With his complaints going nowhere, Francis said he decided to retire in May 2017, when he would be eligible. But that’s when things really went sour.

A licensed pilot, Francis routinely flew to Republic Airport on Long Island to meet up with a Rockville woman he befriended. On March 25, 2017 he got lost while visiting the woman and was approached by Rockville Center cops and told he was a suspect in four public lewdness complaints that involved a man masturbating in local yards.

Although the description of the suspects did not fit Francis — three of them were white — he said he was coerced into signing a confession which he says he did not read. He said an NYPD captain sent to the Long Island station house told him he would be fired and lose his pension if he didn’t sign, the suit said.

Instead, he was stripped of his pension just weeks shy of retirement.

Francis was acquitted of one count of public lewdness at a trial, but was found guilty of a trespass violation at a non-jury trial.
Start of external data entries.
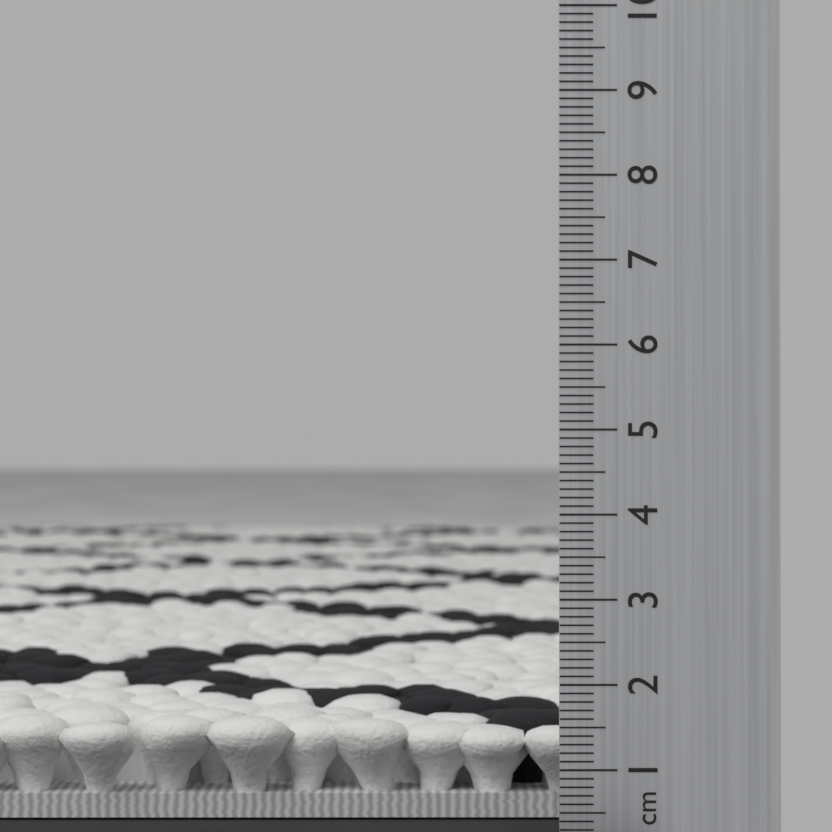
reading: 1.3 cm
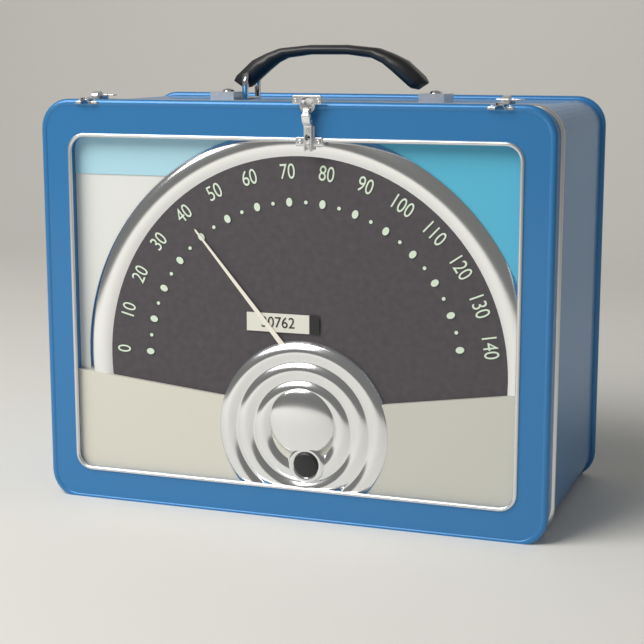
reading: 40 (no unit)
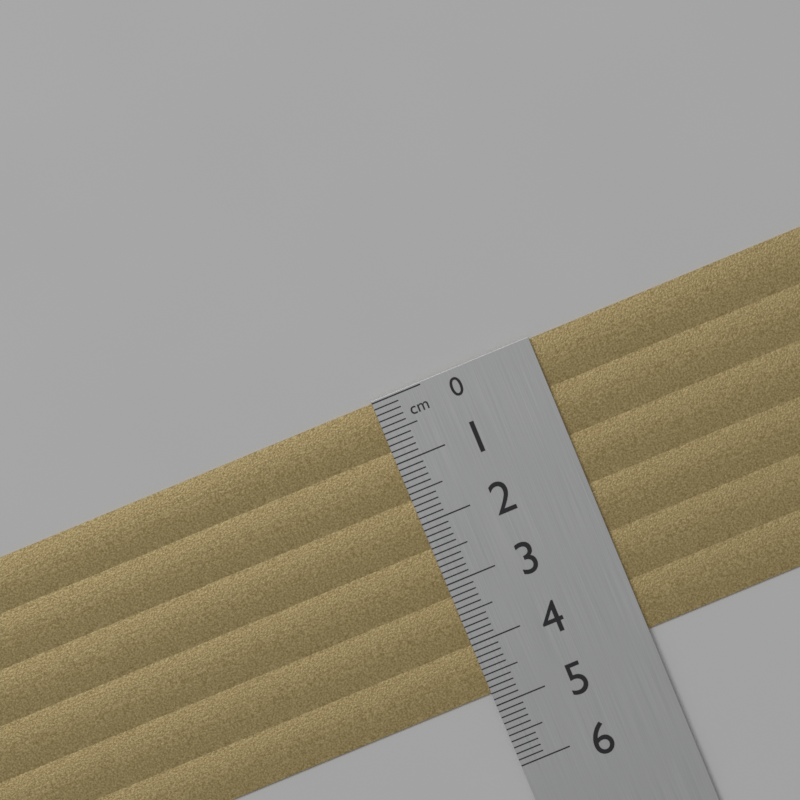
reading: 4.8 cm
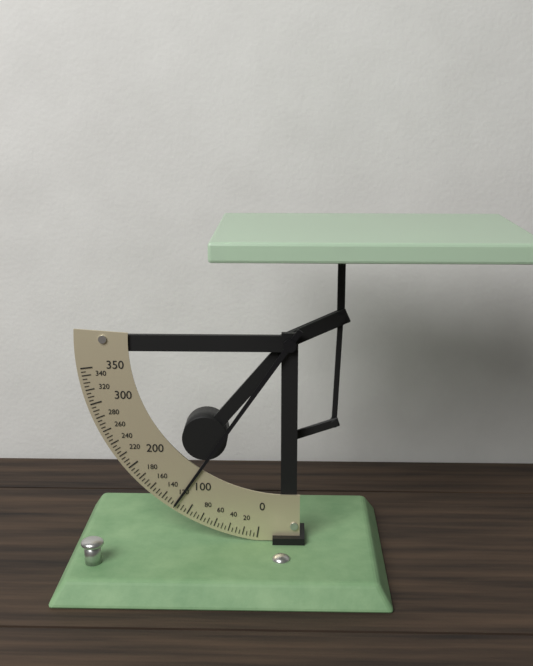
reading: 120 (no unit)
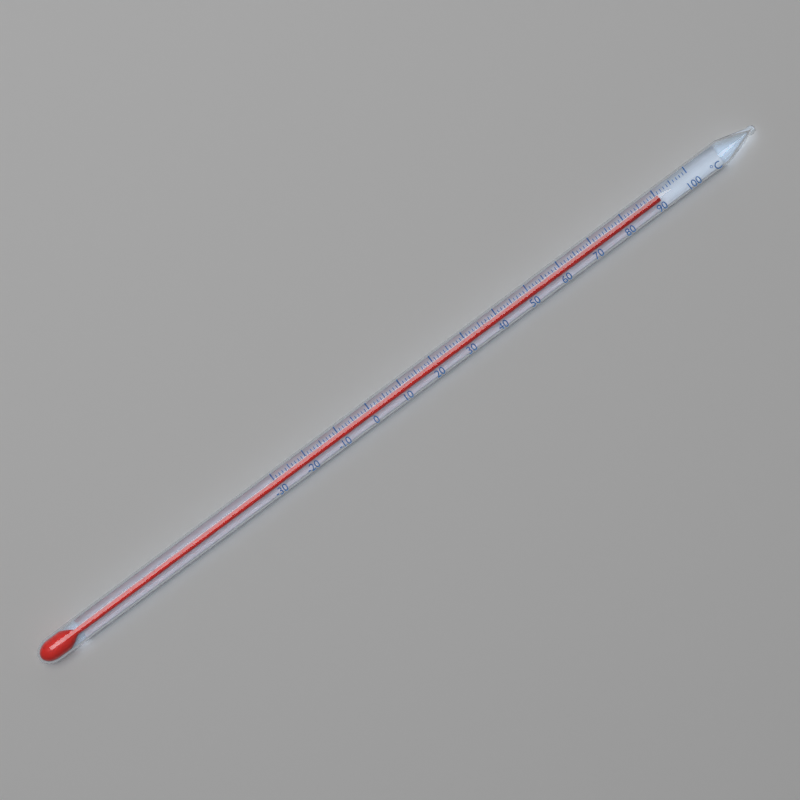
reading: 91 °C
Another 16 charges were dropped.

With his life now ruined, he’s asking for unspecified damages for conspiracy, false arrest, imprisonment, and civil rights violations.

“This is yet another of my cases evincing the racist weaponizing of the awesome powers wielded by the NYPD Internal Affairs Bureau, under Deputy Commissioner of Internal Affairs Joe Reznick, against minority officers who dare to expose corruption or other racist animus of members of the Internal Affairs Bureau,” His lawyer, Joe Murray, told The Post.

In a statement this week, the city Law Department would only say that it “will carefully review these allegations and respond accordingly.”